The complexities in Boucicault’s story begin at his birth in Dublin: Uncertainty has persisted regarding whether he was born on Dec. 26, 1820 or Dec. 26, 1822. Also uncertain is his paternity, though Dionysius Lardner, an astronomy professor at University College London, typically gets the credit (he also provided longstanding financial support).
Boucicault’s mother, Anne Darley, belonged to an important Dublin family and was the brother of the poet-mathematician George Darley. She was less-than-happily married to a French Huguenot man named Boursiquot (from which the Boucicault surname derives).
Dion Boucicault received his education in both Dublin and London, and he proceeded to serve as an apprentice civil engineer. Likely finding this position uncongenial to his dramatic temperament, however, he soon abandoned it to embark on a career in the theater.
When he was still only about age 20, Boucicault found enormous success as a playwright with “London Assurance,” a comedy in five acts premiering in 1841. Newfound popularity made him a marked man, though, and soon enough London critics were condemning him for borrowing too heavily from other writers’ dramas. Boucicault himself made no secret of the fact that his tendency to adapt the work of others often exceeded his tendency to create original work.
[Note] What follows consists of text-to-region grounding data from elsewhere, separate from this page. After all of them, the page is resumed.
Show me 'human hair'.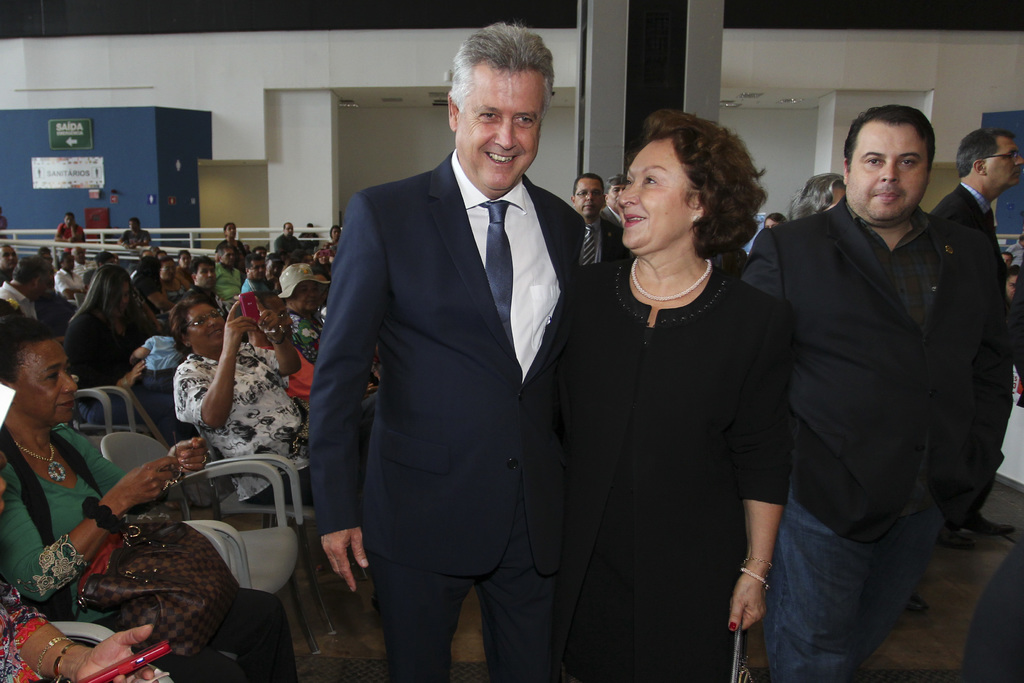
'human hair' is here: (x1=172, y1=295, x2=213, y2=344).
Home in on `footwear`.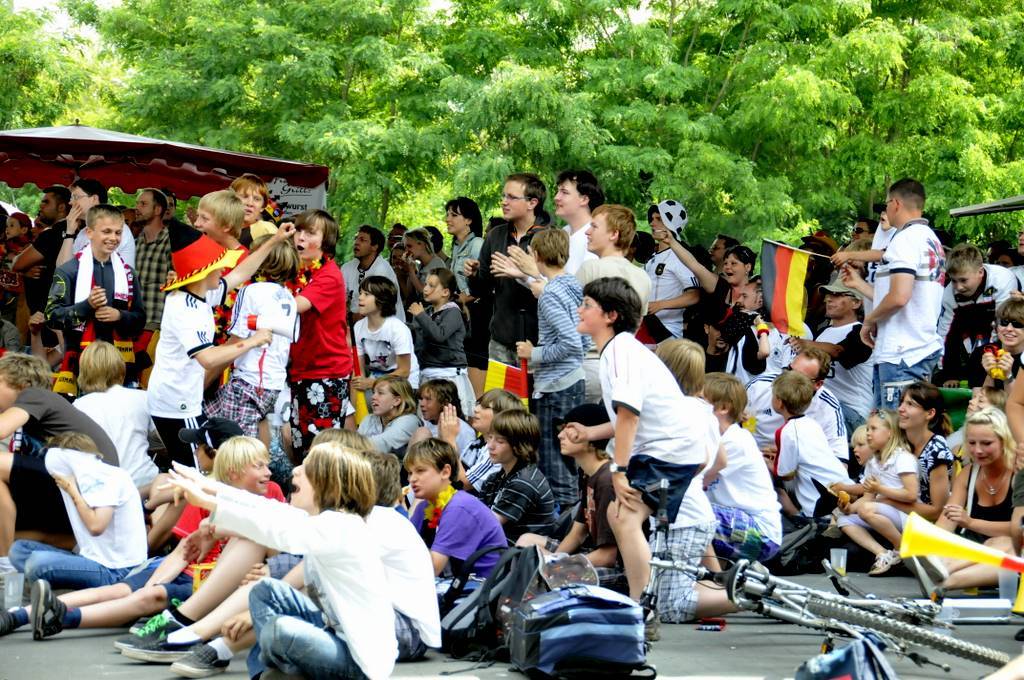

Whichever method he chose, Boucicault was mightily prolific. Britannica.com credits him with about 150 plays, and other sources place a higher number yet. He also acquired a widespread acting reputation after making his debut as lead actor with “The Vampire.” The play itself, which premiered in 1852, was regarded as too ghastly to have much literary merit, but Boucicault’s onstage performance brought him much praise.
Many spectators would come to the opinion that Boucicault’s acting talents were best suited to portraying hard-luck characters, even more so if those characters were Irish. He even acquired the nickname “Little Man Dion” for his excellence in playing roles on the bottom of the socioeconomic ladder.
In 1853, the ‘Little Man’ sailed for the U.S., where his plays and reputation had already preceded him and where he would live for much of the rest of his life. Aside from writing prolifically in the U.S., he played a leading role in securing America’s first copyright law (issued in 1856) for the works of playwrights.
Among Boucicault’s most important U.S. works was “The Octoroon,” an antebellum melodrama involving a Louisiana woman who, being of one-eighth African descent, is therefore legally prohibited from marrying the white man who loves her. As related in a 1975 issue of the Educational Theatre Journal, renditions of the “The Octoroon” tended to end happily on British stages but ended with suicide and tragedy on U.S. stages in order to avoid upsetting prevailing viewpoints by depicting a successful mixed-race relationship.
Though Boucicault eventually became a U.S. citizen, he continued to take interest in the pressing issues of his native land and remained a “strong advocate of Irish home rule,” according to the 1901 Dictionary of National Biography.
His Irish-themed plays, such as “The Shaughraun” and “The Colleen Bawn,” were almost astounding commercial triumphs across both the U.K. and the U.S. Boucicault reaped huge profits – and then basically lost them all, whether through his mismanagement of several theaters or his hefty alimony payments to the wife he abandoned.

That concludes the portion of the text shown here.